I have become enamoured of television’s Weather Channel ever since the twins, Katrina and Rita, showed up on the scene. Until then, I was only mildly interested in what the temperature was in my neighborhood and didn’t particularly care at all about storm fronts or cold fronts elsewhere.
I live in an area that might receive an inch or two of residual rain from the hurricanes, but it’s nothing that poses life-threatening problems. So I could continue to turn my mental back on rain and wind elsewhere. But for some reason I can’t. I watch the misery of the people involved and am captivated by the idea that natural disasters still wreak havoc, even though we have put a man on the moon, seen the USSR disintegrate, and found the formula for DNA.
On various TV channels, I’ve watched the displaced residents of New Orleans search for shelter, only to be uprooted if they went to Texas for relief. I’ve seen the snake lines of cars trying to leave Houston and Galveston, only to become a vast, skinny parking lot. I’ve watched buses attempt to load passengers, Coast Guard members attempt to rescue survivors, politicians attempt to exert damage control in more ways than one.

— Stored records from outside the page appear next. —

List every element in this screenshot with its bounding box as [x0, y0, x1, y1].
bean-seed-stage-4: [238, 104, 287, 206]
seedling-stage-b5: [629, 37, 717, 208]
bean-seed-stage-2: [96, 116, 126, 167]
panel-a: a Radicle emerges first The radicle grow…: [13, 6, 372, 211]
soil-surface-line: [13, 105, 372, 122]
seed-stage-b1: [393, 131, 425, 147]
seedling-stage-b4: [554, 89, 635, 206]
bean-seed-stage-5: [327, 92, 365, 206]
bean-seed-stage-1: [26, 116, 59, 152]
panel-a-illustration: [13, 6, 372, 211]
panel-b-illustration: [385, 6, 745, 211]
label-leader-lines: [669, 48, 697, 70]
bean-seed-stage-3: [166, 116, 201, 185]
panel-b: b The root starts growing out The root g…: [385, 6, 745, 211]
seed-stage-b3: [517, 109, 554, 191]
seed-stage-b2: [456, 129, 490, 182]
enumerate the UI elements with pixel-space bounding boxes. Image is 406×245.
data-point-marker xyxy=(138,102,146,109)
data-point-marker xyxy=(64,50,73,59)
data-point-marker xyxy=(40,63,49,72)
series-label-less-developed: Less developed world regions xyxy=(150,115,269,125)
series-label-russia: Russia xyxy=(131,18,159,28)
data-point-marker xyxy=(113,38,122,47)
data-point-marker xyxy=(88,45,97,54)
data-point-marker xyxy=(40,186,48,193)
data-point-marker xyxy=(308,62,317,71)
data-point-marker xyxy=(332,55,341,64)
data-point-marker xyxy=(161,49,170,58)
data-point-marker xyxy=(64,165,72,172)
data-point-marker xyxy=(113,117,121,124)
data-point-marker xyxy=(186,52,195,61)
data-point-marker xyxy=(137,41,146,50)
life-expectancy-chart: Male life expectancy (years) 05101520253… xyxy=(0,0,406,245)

Regardless of these efforts and their portrayal on other channels, the Weather Channel is the empirical evidence that we are at nature’s mercy. It shows the storm in full color, describes weather prognosticators who fly into its middle to gather data, tracks its speed, and attempts a semi-prediction regarding landfall. And not one politician can make a whit of difference as far as Mother Nature is concerned.